Post by Michael Kenny » 07 Jan 2017, 22:13

sandeepmukherjee196 wrote:
The self-deprecation of the German race and their collective shame, weren't the same as that of the Japanese. Losing a major war is one thing but getting to collectively believe in the enemies' version of things and their evaluation of yourself..is totally at another level of losing your identity!
The 'Germans' are not a race. This basic error plus your allusion to 'losing their 'identity' (dog whistle/code for immigration)is the rhetoric of the lunatic far-right.

sandeepmukherjee196 wrote:France declared war on Germany not the other way round.
Another far-right lie and so indicative of your mind-set.

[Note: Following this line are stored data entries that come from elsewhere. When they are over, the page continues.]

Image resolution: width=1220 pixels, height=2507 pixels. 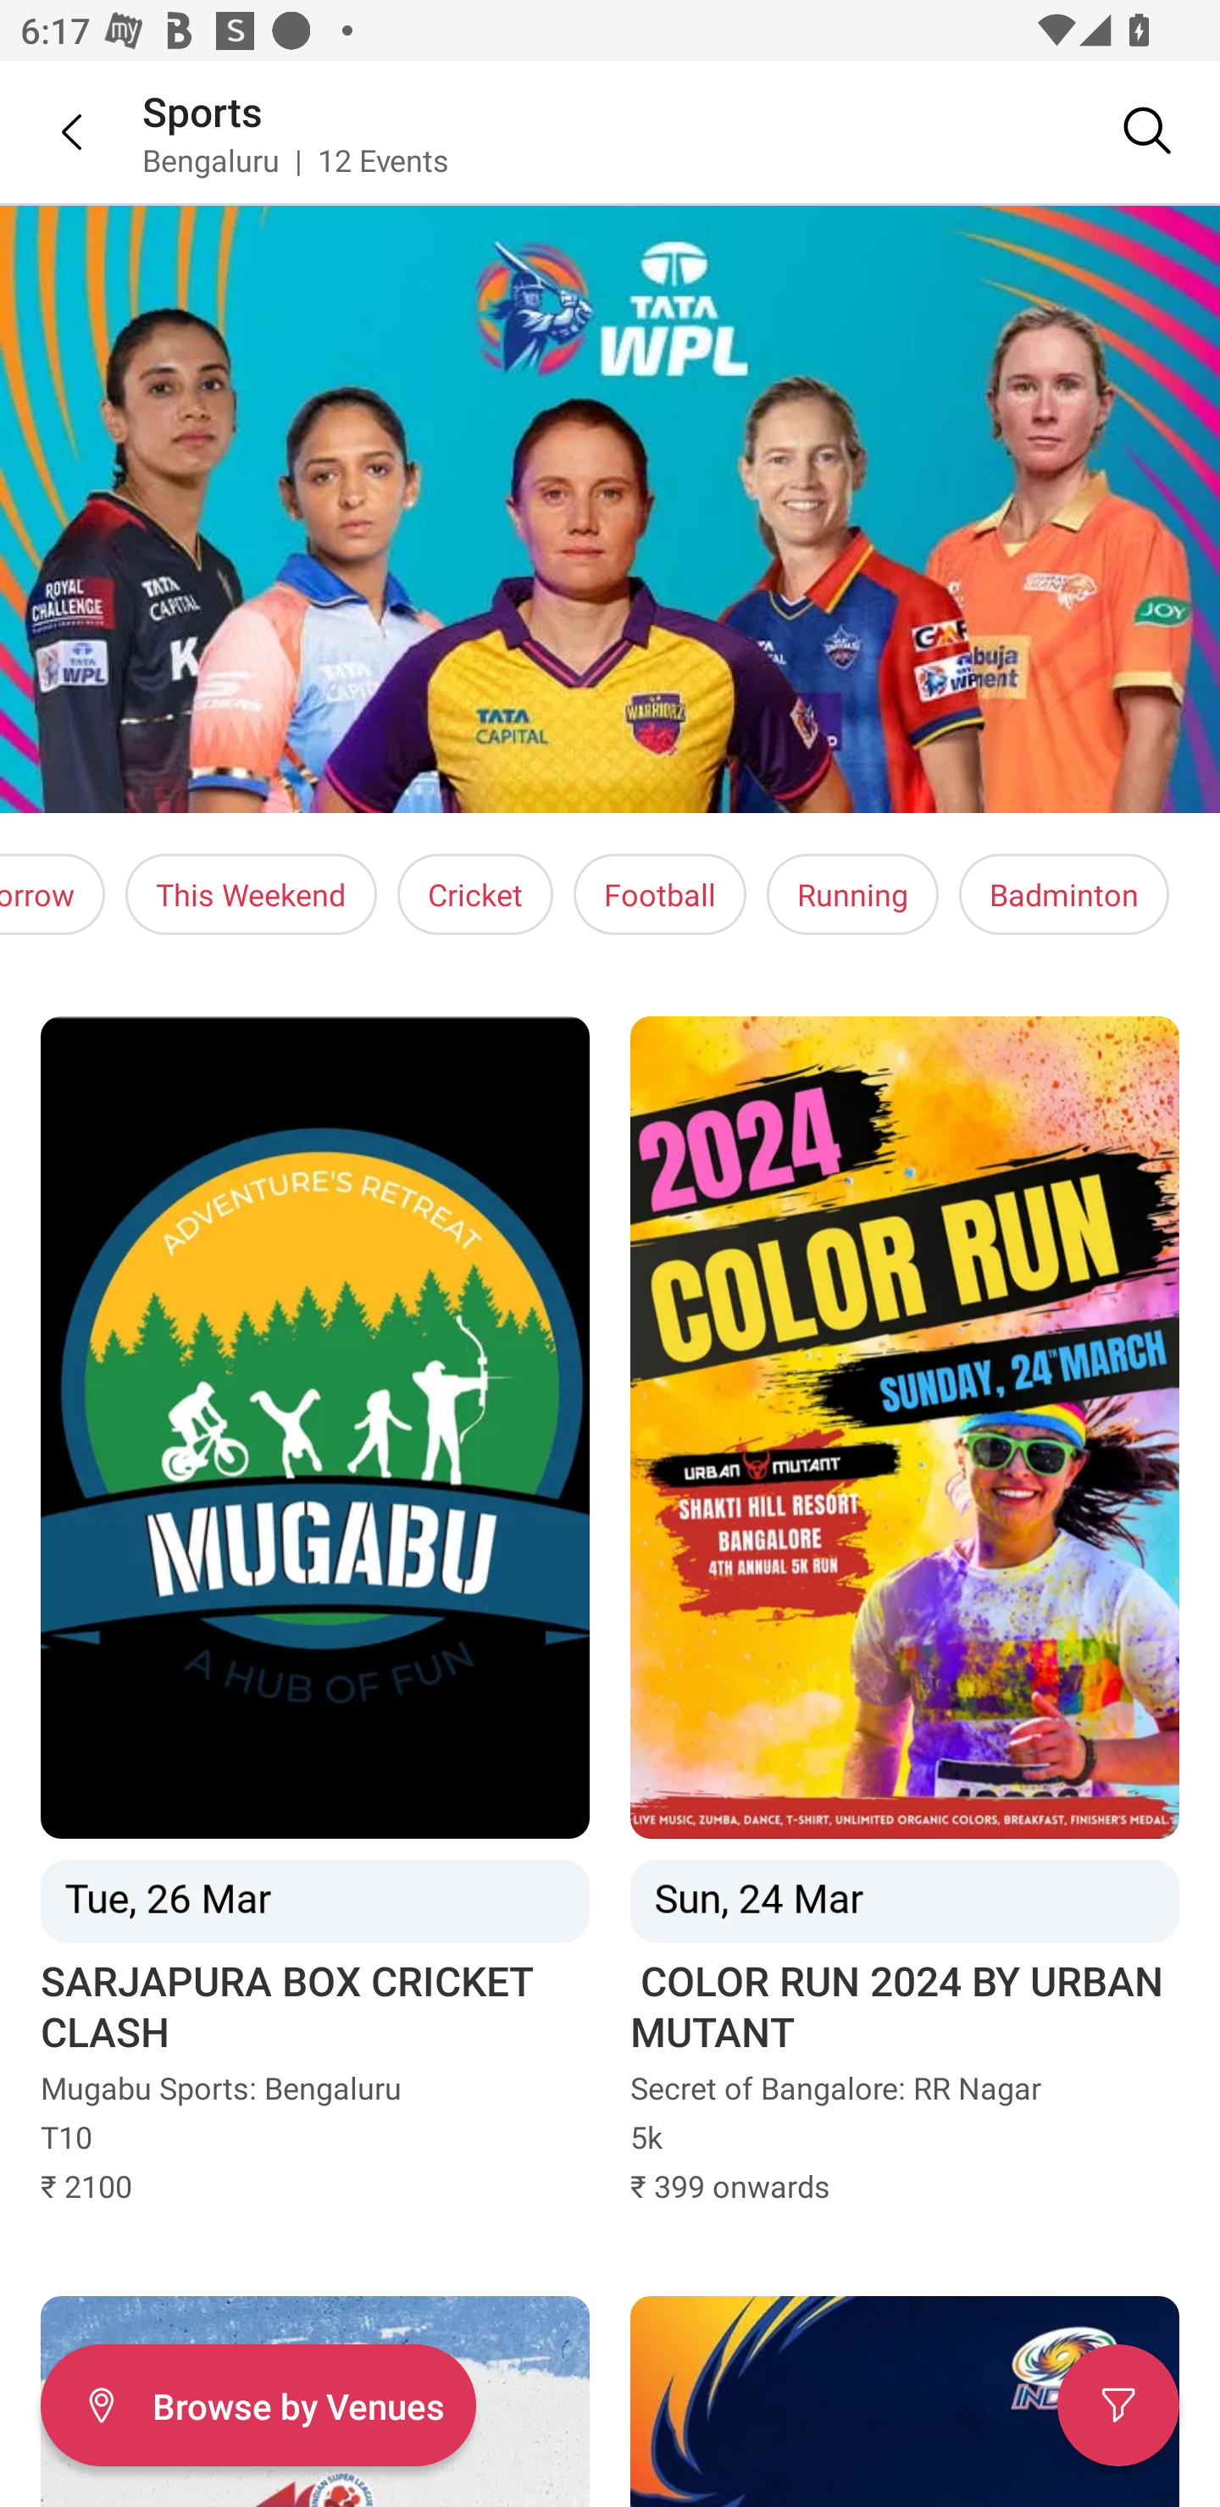 I want to click on Filter Browse by Venues, so click(x=258, y=2406).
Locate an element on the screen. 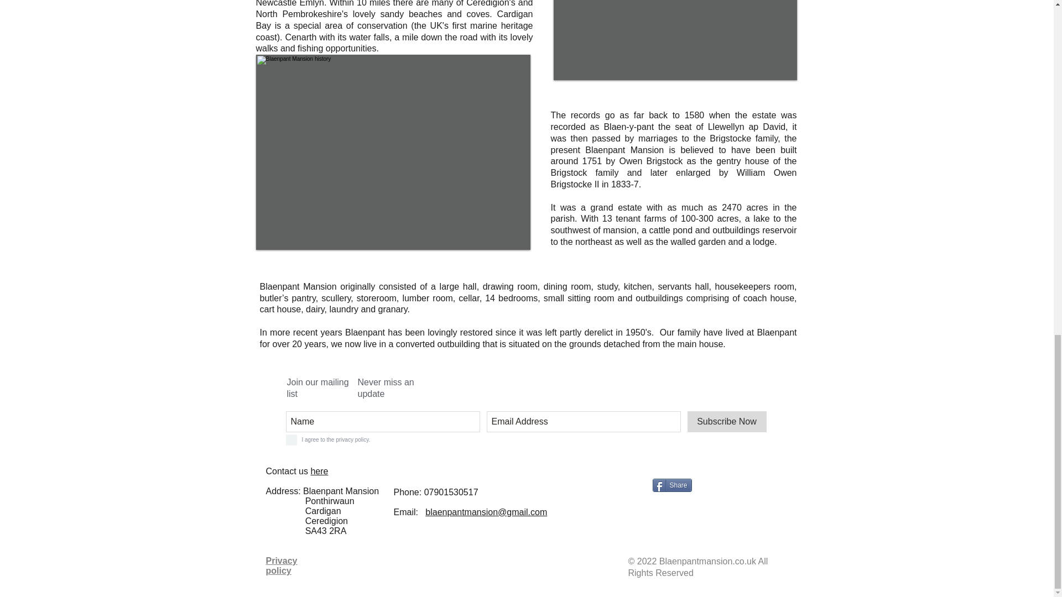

sandeepmukherjee196 wrote: There was no German version of the Morgenthau Plan directed towards France. In practice too, Germany started a benign occupation of Northern France.
France was systematically looted by the German. Her industry, agricultural output, cultural heritage and natural resources were stolen and her population enslaved. Only the most myopic die-hard Nazi admirer would suggest otherwise.

sandeepmukherjee196 wrote: Everyone very conveniently forgets that French society was deeply divided in the 30s. All facts about the fissures in French public opinion about the occupation and the Vichy Govt are driven under the carpet. But a genuine study of history has to transcend all that I guess.
All societies have divisions and your utter contempt and hatred for the anti-Nazi faction inside Germany is only matched by your deep uncritical admiration for the French who threw in their lot with Hitler and his band of cut-throat war criminals. If you want to find out about duty and honour far better to study the actions of 2e DB rather than the laughably overblown claims of a couple deluded French traitors.